The doctor was drying his hands, half kneeling still at the bucket, half sitting on his heels—a whimsical smile spreading on his face.
"Who is the cowboy philosopher?" he said as he put his towel in his bag on top of his instruments and cotton wool, and snapped it shut. He saw the cigarettes lying in the corner, stretched for one, wet it, and felt for matches.
"They call him Apache Kid," said Scot. "A light, Doc?" and Scot tore off a Chinese match from a block, lit it on his pants, and held it while the sulphur burned.
The doc was looking at me, and Scotty said "Damn!" as his fingers were burnt.
"You've been scrapping!" said the doc, and looked at my battered face, touching it lightly. "Oh I don't think you need anything much. If you like, a little arnica—three parts water, and bathe that jaw."
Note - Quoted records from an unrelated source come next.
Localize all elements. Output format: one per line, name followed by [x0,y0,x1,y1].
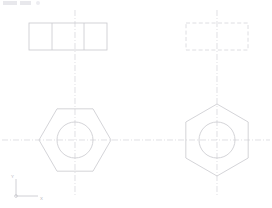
toolbar-chip-2[interactable] [20,1,31,5]
drawing-canvas[interactable]: Y X [0,0,272,208]
ucs-axis-indicator[interactable]: Y X [11,174,43,201]
ucs-y-axis-label: Y [11,174,14,179]
rectangle-outline-solid[interactable] [29,23,107,50]
centerlines-group [2,10,270,196]
top-left-rectangle-view[interactable] [29,23,107,50]
toolbar-chip-3[interactable] [36,1,40,5]
technical-drawing-svg: Y X [0,0,272,208]
window-toolbar-strip [0,0,272,7]
ucs-x-axis-label: X [40,196,43,201]
rectangle-divider-lines [52,23,84,50]
toolbar-chip-1[interactable] [3,1,17,5]
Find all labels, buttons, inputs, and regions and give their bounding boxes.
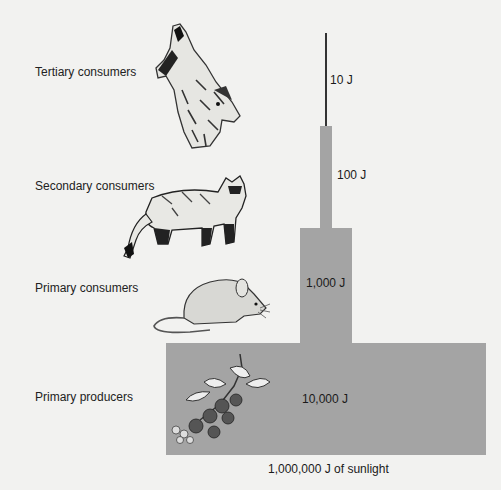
energy-primary-consumers: 1,000 J: [306, 276, 345, 290]
energy-primary-producers: 10,000 J: [302, 392, 348, 406]
bar-secondary: [320, 126, 332, 229]
energy-tertiary: 10 J: [330, 73, 353, 87]
sunlight-label: 1,000,000 J of sunlight: [268, 462, 389, 476]
label-primary-consumers: Primary consumers: [35, 281, 138, 295]
ferret-icon: [122, 168, 262, 260]
label-primary-producers: Primary producers: [35, 390, 133, 404]
mouse-icon: [150, 270, 270, 336]
label-tertiary-consumers: Tertiary consumers: [35, 65, 136, 79]
wolf-icon: [148, 20, 250, 150]
blackberry-plant-icon: [170, 352, 274, 448]
energy-secondary: 100 J: [337, 168, 366, 182]
bar-tertiary: [325, 33, 327, 127]
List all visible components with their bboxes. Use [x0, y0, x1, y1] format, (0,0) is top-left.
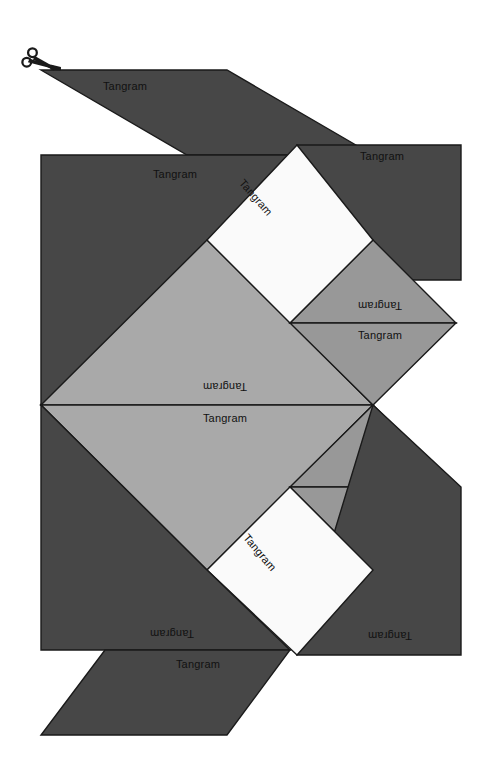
- label-top-parallelogram: Tangram: [103, 80, 147, 92]
- label-lower-left-rect-dark: Tangram: [150, 628, 194, 640]
- piece-bottom-parallelogram[interactable]: [41, 650, 290, 735]
- label-bottom-parallelogram: Tangram: [176, 658, 220, 670]
- scissors-icon: [22, 48, 61, 70]
- label-center-large-tri-dn: Tangram: [203, 412, 247, 424]
- piece-top-parallelogram[interactable]: [41, 70, 373, 155]
- label-upper-left-rect-dark: Tangram: [153, 168, 197, 180]
- label-upper-right-tri-med-up: Tangram: [358, 300, 402, 312]
- label-upper-right-rect-dark: Tangram: [360, 150, 404, 162]
- label-lower-right-rect-dark: Tangram: [368, 630, 412, 642]
- label-upper-right-tri-med-dn: Tangram: [358, 329, 402, 341]
- tangram-template-sheet: Tangram Tangram Tangram Tangram Tangram …: [0, 0, 490, 775]
- tangram-diagram: Tangram Tangram Tangram Tangram Tangram …: [0, 0, 490, 775]
- label-center-large-tri-up: Tangram: [203, 381, 247, 393]
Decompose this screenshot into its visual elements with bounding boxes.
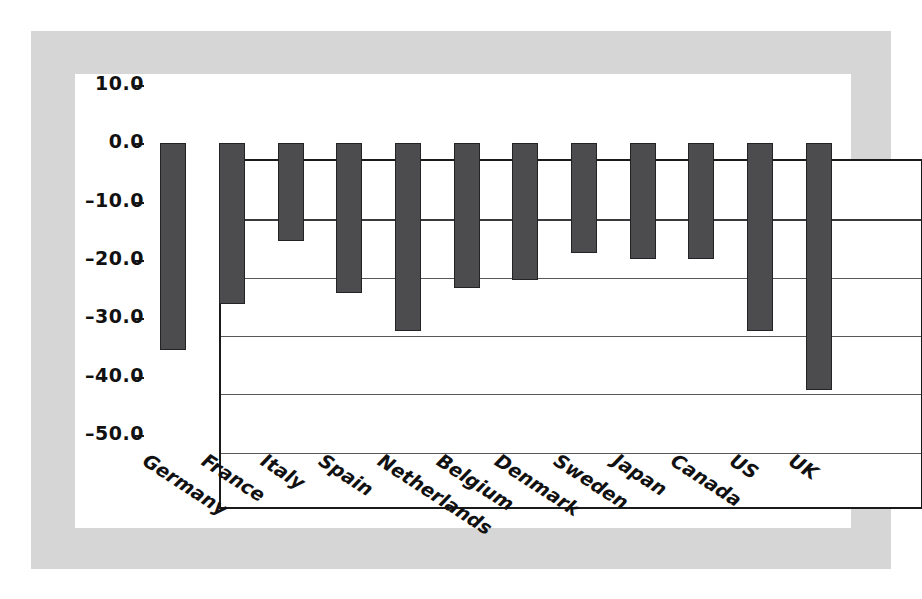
chart-page: 10.00.0–10.0–20.0–30.0–40.0–50.0 Germany… xyxy=(0,0,922,599)
y-axis-tick-label: –50.0 xyxy=(17,422,144,444)
y-axis-tick-label: –20.0 xyxy=(17,247,144,269)
y-axis-tick-label: 10.0 xyxy=(17,72,144,94)
x-axis-labels: GermanyFranceItalySpainNetherlandsBelgiu… xyxy=(144,85,848,435)
y-axis-tick-label: –40.0 xyxy=(17,364,144,386)
y-axis-labels: 10.00.0–10.0–20.0–30.0–40.0–50.0 xyxy=(0,0,144,599)
y-axis-tick-label: 0.0 xyxy=(17,130,144,152)
y-axis-tick-label: –30.0 xyxy=(17,305,144,327)
y-axis-tick-label: –10.0 xyxy=(17,189,144,211)
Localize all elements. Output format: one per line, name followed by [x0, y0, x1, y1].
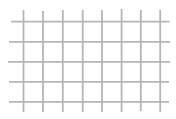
- wire-mesh-image: [0, 0, 176, 119]
- wire-mesh-grid: [0, 0, 176, 119]
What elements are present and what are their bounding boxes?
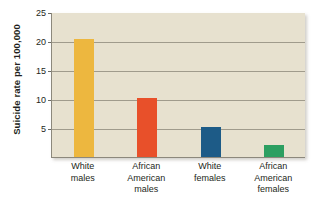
bar bbox=[137, 98, 157, 157]
bar bbox=[201, 127, 221, 157]
x-axis-label: AfricanAmericanmales bbox=[115, 161, 179, 196]
y-axis-title: Suicide rate per 100,000 bbox=[11, 10, 22, 150]
x-axis-label-line: females bbox=[242, 184, 306, 196]
y-tick-label: 15 bbox=[24, 67, 46, 76]
y-tick-label: 10 bbox=[24, 96, 46, 105]
plot-area bbox=[51, 13, 305, 158]
x-axis-label-line: males bbox=[115, 184, 179, 196]
x-axis-label-line: females bbox=[178, 173, 242, 185]
x-axis-label-line: White bbox=[51, 161, 115, 173]
x-axis-label-line: White bbox=[178, 161, 242, 173]
x-axis-label-line: American bbox=[115, 173, 179, 185]
y-tick-label: 25 bbox=[24, 9, 46, 18]
y-axis-tick-labels: 510152025 bbox=[24, 8, 48, 160]
x-axis-label-line: American bbox=[242, 173, 306, 185]
x-axis-category-labels: WhitemalesAfricanAmericanmalesWhitefemal… bbox=[51, 161, 305, 203]
y-tick-label: 20 bbox=[24, 38, 46, 47]
bar-chart-figure: Suicide rate per 100,000 510152025 White… bbox=[0, 0, 322, 203]
x-axis-label-line: African bbox=[242, 161, 306, 173]
x-axis-label: Whitemales bbox=[51, 161, 115, 184]
x-axis-label-line: males bbox=[51, 173, 115, 185]
bar bbox=[264, 145, 284, 157]
x-axis-label-line: African bbox=[115, 161, 179, 173]
x-axis-label: AfricanAmericanfemales bbox=[242, 161, 306, 196]
x-axis-label: Whitefemales bbox=[178, 161, 242, 184]
y-tick-label: 5 bbox=[24, 125, 46, 134]
bar bbox=[74, 39, 94, 157]
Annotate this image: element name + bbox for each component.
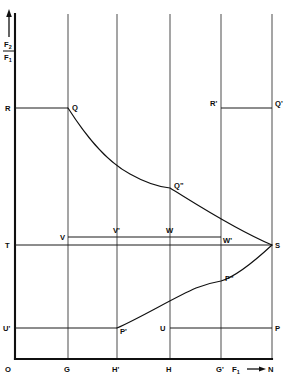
point-label-Qpp: Q" xyxy=(174,181,184,190)
point-label-R: R xyxy=(5,104,11,113)
point-label-Wp: W' xyxy=(223,236,232,245)
point-label-T: T xyxy=(5,241,10,250)
lower-curve xyxy=(117,245,272,328)
point-label-P: P xyxy=(275,324,280,333)
point-label-Qp: Q' xyxy=(275,99,283,108)
y-axis-denominator: F1 xyxy=(4,53,12,63)
y-axis-label: F2 F1 xyxy=(3,40,14,63)
point-label-Rp: R' xyxy=(210,99,217,108)
point-label-U: U xyxy=(160,324,166,333)
figure-container: F2 F1 F1 O G H' H G' N R Q R' Q' Q" V V' xyxy=(0,0,287,387)
y-axis-arrow-icon xyxy=(6,9,12,37)
point-label-Up: U' xyxy=(3,324,10,333)
point-label-S: S xyxy=(275,241,280,250)
point-label-V: V xyxy=(60,233,66,242)
x-axis-label-text: F1 xyxy=(232,365,240,375)
point-label-Q: Q xyxy=(72,103,78,112)
xtick-label-Hp: H' xyxy=(112,365,119,374)
xtick-label-O: O xyxy=(5,365,11,374)
xtick-label-Gp: G' xyxy=(216,365,224,374)
point-label-W: W xyxy=(166,226,174,235)
x-axis-label: F1 xyxy=(232,365,266,375)
point-label-Ppp: P" xyxy=(225,274,234,283)
point-label-Pp: P' xyxy=(120,327,127,336)
diagram-canvas: F2 F1 F1 O G H' H G' N R Q R' Q' Q" V V' xyxy=(0,0,287,387)
y-axis-numerator: F2 xyxy=(4,40,12,50)
xtick-label-H: H xyxy=(166,365,171,374)
xtick-label-N: N xyxy=(268,365,273,374)
point-label-Vp: V' xyxy=(113,226,120,235)
xtick-label-G: G xyxy=(64,365,70,374)
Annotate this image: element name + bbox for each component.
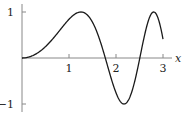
y-tick-label-neg1: −1 bbox=[0, 98, 14, 111]
y-tick-label-1: 1 bbox=[7, 6, 14, 19]
x-tick-label-3: 3 bbox=[160, 62, 167, 75]
x-tick-label-1: 1 bbox=[66, 62, 73, 75]
chart: 1 −1 1 2 3 x bbox=[0, 0, 188, 120]
x-axis-label: x bbox=[175, 52, 182, 65]
x-axis: 1 2 3 x bbox=[22, 52, 182, 75]
x-tick-label-2: 2 bbox=[113, 62, 120, 75]
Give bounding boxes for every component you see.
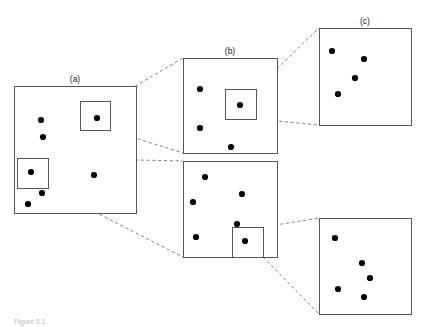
panel-a-outer-box (15, 87, 137, 214)
panel-a-dot-2 (28, 169, 34, 175)
panel-c-top-dot-0 (329, 48, 335, 54)
panel-c-top-dot-1 (361, 56, 367, 62)
caption-layer: Figure 5.1 (14, 318, 46, 326)
conn-b2-to-c2-bottomleft (263, 257, 319, 314)
panel-b-bottom (184, 162, 278, 258)
panel-label-0: (a) (70, 74, 81, 84)
panel-b-bottom-dot-0 (202, 174, 208, 180)
panel-b-top (184, 59, 278, 154)
panel-b-bottom-dot-2 (239, 191, 245, 197)
panel-a (15, 87, 137, 214)
panel-c-bottom-dot-3 (335, 286, 341, 292)
panel-label-2: (c) (360, 16, 370, 26)
panel-b-bottom-dot-3 (193, 234, 199, 240)
panel-c-bottom-dot-2 (367, 275, 373, 281)
panel-a-dot-1 (40, 134, 46, 140)
panel-c-bottom-dot-0 (332, 235, 338, 241)
panel-c-bottom-dot-4 (361, 294, 367, 300)
panel-b-bottom-dot-1 (190, 199, 196, 205)
figure-caption: Figure 5.1 (14, 318, 46, 326)
panel-b-bottom-dot-5 (242, 238, 248, 244)
panel-b-bottom-dot-4 (234, 221, 240, 227)
panel-a-dot-5 (91, 172, 97, 178)
figure-svg: (a)(b)(c) Figure 5.1 (0, 0, 426, 327)
panel-label-1: (b) (225, 46, 236, 56)
panel-b-top-outer-box (184, 59, 278, 154)
figure-container: (a)(b)(c) Figure 5.1 (0, 0, 426, 327)
panel-c-bottom-dot-1 (359, 260, 365, 266)
panel-b-top-dot-2 (228, 144, 234, 150)
panel-c-top-dot-2 (352, 75, 358, 81)
panel-c-bottom-outer-box (320, 219, 412, 315)
panel-a-dot-0 (38, 117, 44, 123)
panel-layer (15, 29, 412, 315)
panel-c-bottom (320, 219, 412, 315)
panel-b-top-dot-1 (197, 125, 203, 131)
panel-c-top-outer-box (320, 29, 412, 126)
panel-c-top (320, 29, 412, 126)
panel-a-dot-3 (39, 190, 45, 196)
panel-b-top-dot-3 (237, 102, 243, 108)
panel-a-dot-6 (94, 115, 100, 121)
panel-c-top-dot-3 (335, 91, 341, 97)
panel-a-dot-4 (25, 201, 31, 207)
panel-b-top-dot-0 (197, 86, 203, 92)
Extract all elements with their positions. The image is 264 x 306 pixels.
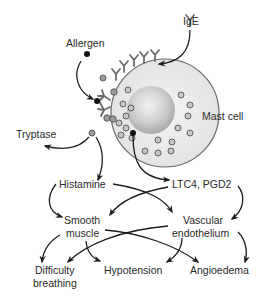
label-tryptase: Tryptase <box>16 128 57 140</box>
label-allergen: Allergen <box>66 37 105 49</box>
label-vascular-1: Vascular <box>183 214 224 226</box>
label-ige: IgE <box>183 15 199 27</box>
label-angioedema: Angioedema <box>190 264 249 276</box>
label-difficulty-2: breathing <box>33 277 77 289</box>
label-smooth-muscle-2: muscle <box>66 227 99 239</box>
label-mast-cell: Mast cell <box>202 110 243 122</box>
label-vascular-2: endothelium <box>172 227 229 239</box>
tryptase-granule <box>89 130 95 136</box>
mediator-dot <box>130 130 136 136</box>
bound-allergen <box>94 98 100 104</box>
allergen-particle <box>84 51 90 57</box>
label-ltc4-pgd2: LTC4, PGD2 <box>172 178 231 190</box>
label-smooth-muscle-1: Smooth <box>64 214 100 226</box>
released-granule <box>100 75 106 81</box>
nucleus <box>127 86 175 134</box>
label-difficulty-1: Difficulty <box>35 264 75 276</box>
label-hypotension: Hypotension <box>104 264 163 276</box>
label-histamine: Histamine <box>59 178 106 190</box>
mast-cell-diagram: Allergen IgE Mast cell Tryptase Histamin… <box>0 0 264 306</box>
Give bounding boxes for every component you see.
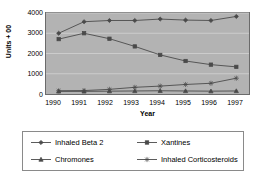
legend-item-chromones[interactable]: Chromones	[27, 155, 133, 164]
y-axis: 4000 3000 2000 1000 0 Units + 00	[0, 0, 43, 104]
legend-label: Inhaled Beta 2	[55, 139, 103, 147]
series-canvas	[46, 13, 249, 94]
x-tick-1991: 1991	[66, 99, 92, 106]
x-tick-1992: 1992	[92, 99, 118, 106]
chart-root: 4000 3000 2000 1000 0 Units + 00 1990 19…	[0, 0, 266, 178]
x-tick-1996: 1996	[196, 99, 222, 106]
legend-marker-triangle-icon	[31, 155, 51, 164]
y-tick-1000: 1000	[1, 70, 43, 77]
legend-item-xantines[interactable]: Xantines	[133, 138, 239, 147]
x-axis-label: Year	[45, 110, 250, 117]
legend-label: Inhaled Corticosteroids	[161, 156, 238, 164]
plot-area	[45, 12, 250, 95]
line-chart: 4000 3000 2000 1000 0 Units + 00 1990 19…	[0, 0, 266, 104]
x-tick-1993: 1993	[118, 99, 144, 106]
x-tick-1990: 1990	[40, 99, 66, 106]
y-axis-label: Units + 00	[5, 16, 12, 68]
legend-item-inhaled-beta-2[interactable]: Inhaled Beta 2	[27, 138, 133, 147]
chart-legend: Inhaled Beta 2 Xantines Chromones Inhale…	[22, 131, 244, 171]
legend-item-inhaled-corticosteroids[interactable]: Inhaled Corticosteroids	[133, 155, 239, 164]
x-tick-1994: 1994	[144, 99, 170, 106]
legend-label: Xantines	[161, 139, 190, 147]
legend-marker-diamond-icon	[31, 138, 51, 147]
legend-label: Chromones	[55, 156, 94, 164]
legend-marker-star-icon	[137, 155, 157, 164]
y-tick-0: 0	[1, 91, 43, 98]
legend-marker-square-icon	[137, 138, 157, 147]
x-tick-1995: 1995	[170, 99, 196, 106]
x-tick-1997: 1997	[222, 99, 248, 106]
"This is nothing," I said.
"Nothing by comparison," he agreed and turned. Then he held his head forward and lit the cigarette at Scotty's second match, and blew a cloud. The aroma of the weed filled the place very pleasantly. It seemed like vespers or a benediction. Douglas stirred, opened his eyes. He muttered something.
"Yes?" said the doctor and knelt to him.
"Give me a draw," said Douglas.
Past the window, in the glaring sun, back of the railway track, the white pony charged in a quick lope with Apache Kid bending forward and urging it on. A whirl of dust rose and fell.
There was a shuffle outside on the platform of the men who had pumped the doctor up getting into a shady place to wait for him; and then again the silence, with the little ceaseless crackling in it, of the grasshoppers and, inside, the faint clicking of the operator's instrument.